There’s no way around it — We’re Doomed is bonkers. Equal parts party game and social experiment, it drops players into the final minutes before an apocalyptic disaster, where each faction must contribute resources to build a rocket that can escape Earth… but there’s only room for a few survivors. And here’s the twist: the game is played in real time, with just 15 minutes on the clock, and a deck of unpredictable events that throw everything into chaos.

Some events ask you to stand on one foot. Others let you steal from your neighbors. Some will just burn the world down around you. And somehow, it works. There’s something weirdly delightful about the sheer absurdity of it all — how the wildness brings people together, forces quick thinking, and adds a layer of levity to the tension.

And that was the big takeaway for us. Serious collaboration doesn’t always need to look serious. Sometimes the silliest moments are the ones students remember — and return to — the most.

We loved the way the game kept everyone on their toes, disrupted routines, and used randomness to amplify buy-in. So we built a classroom-ready version packed with zany events and unpredictable obstacles — but with real academic muscle under the hood.

If You Liked This, You’ll Love: EMC² Learning’s Sundown Showdown
This high-energy EMC² Learning activity drops students into rival “camps” competing for survival in a mysterious wilderness. Teams complete challenges tied to academic skills — but the real fun kicks in when Special Event Cards throw everything into chaos. Maybe everyone has to work in slow motion. Maybe one team temporarily loses the ability to use the letter “E.” Maybe you’ve just been shrunk down to the size of a gnome and now must complete your work under the table. It’s frantic, funny, and surprisingly formative. Like We’re Doomed, this resource proves you can be serious about learning — and still have a blast doing it.

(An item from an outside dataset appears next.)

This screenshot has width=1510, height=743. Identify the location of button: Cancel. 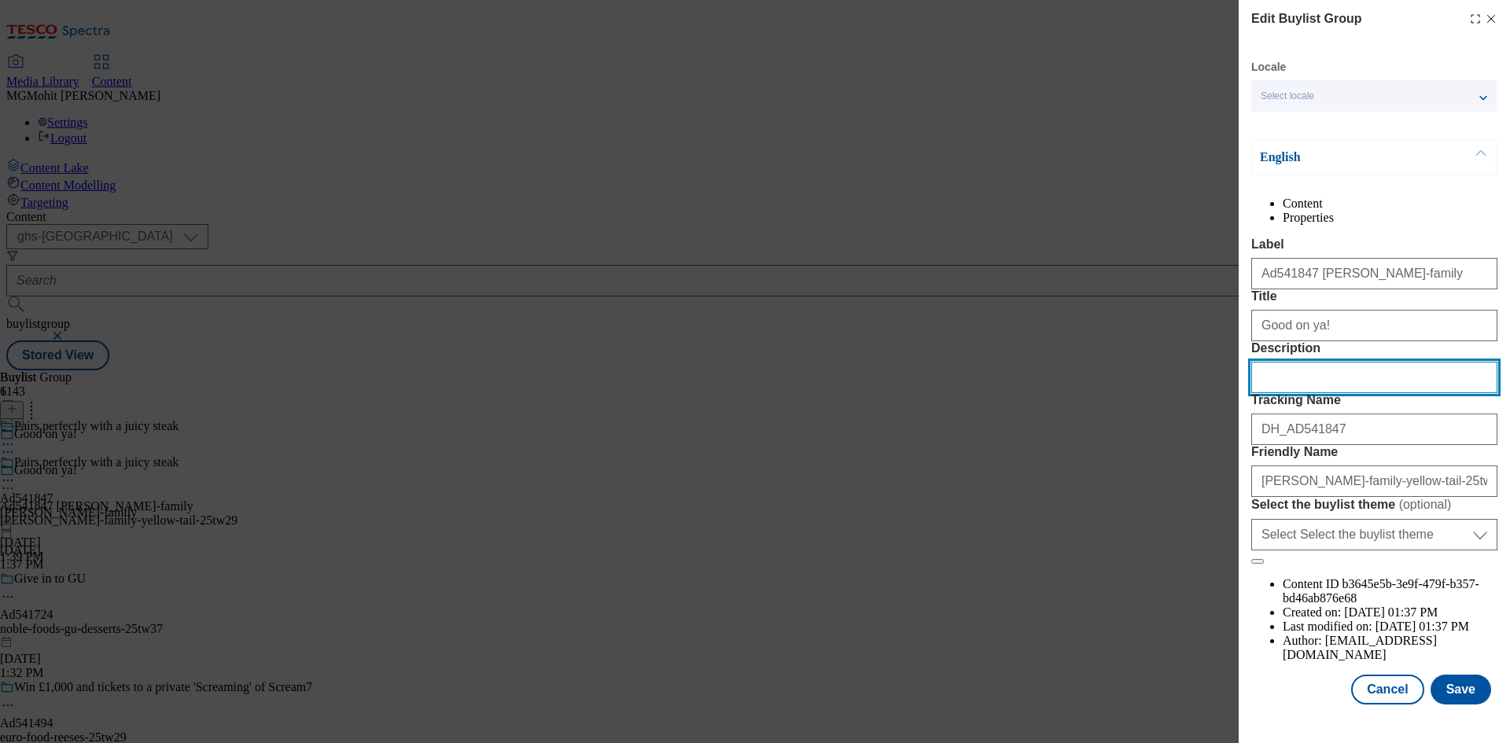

When we first stumbled across this one on the Target shelves, Grass is Greener looked like little more than an innocent card game about keeping up your lawn. But this one gets dirty fast — and that’s exactly what makes it great. Players take turns building up their perfect yards while sabotaging their neighbors with raccoons, crabgrass, nosy HOA agents, and a steady stream of passive-aggressive shade.

This game leans hard into the idea that winning isn’t just about improving your score — it’s about messing with someone else’s. And the more we played, the more we realized just how powerful (and hilarious) that mechanic can be. The vibe is light and breezy, but the take-that gameplay gets cutthroat in the best way — and it’s a perfect reminder that good games don’t always need to be polite. Sometimes, chaos is precisely the point.

We loved the push-pull of building yourself up while subtly (or not-so-subtly) dragging others down. That kind of controlled sabotage makes for great strategy and even better storytelling. So we built a resource that leans all the way into the volatility of a high-stakes marketplace, where timing, tactics, and a little trickery can make all the difference.

If You Liked This, You’ll Love: EMC² Learning’s Coin Crashers
In this EMC² Learning review activity, students take the role of investment firms in a chaotic cryptocurrency market. Will they collect rare coins to boost their portfolio? Tank their rivals’ futures by crashing the market? Or cash out early to protect their gains? The mechanics reward strategy, timing, and just the right amount of sneakiness. Inspired by the mischievous charm of Grass is Greener, this resource turns student review into a high-stakes economic sandbox — and nobody’s yard is safe.

Not every deck-builder needs to be about spells and swords. The Hunger drops players into the cloaks of hungry vampires stalking a moonlit countryside in search of blood — but with a race-against-the-sun twist that adds real urgency to every decision. Players recruit cards to build their decks, increase movement, hunt villagers, and collect treasures. But the more you collect, the slower you become. Push your luck too far, and you might never make it back to the crypt before daybreak.

This central tension between speed and scoring is exactly what we shoot for when we think about gamified instruction. It’s not just about getting the most; it’s about knowing when to stop. And the theme? Absolutely perfect for the mechanics at play. From vampire broods to fleeting nightfall, the entire experience feels like a gothic sprint with strategic soul.

We were hooked by the way The Hunger builds pressure with every turn. Risk vs. reward. Mobility vs. greed. Strategy vs. time. So we flipped the board and brought that same high-stakes energy to the classroom with a battle map crawling with rival vampires, valuable targets, and sinister sabotage.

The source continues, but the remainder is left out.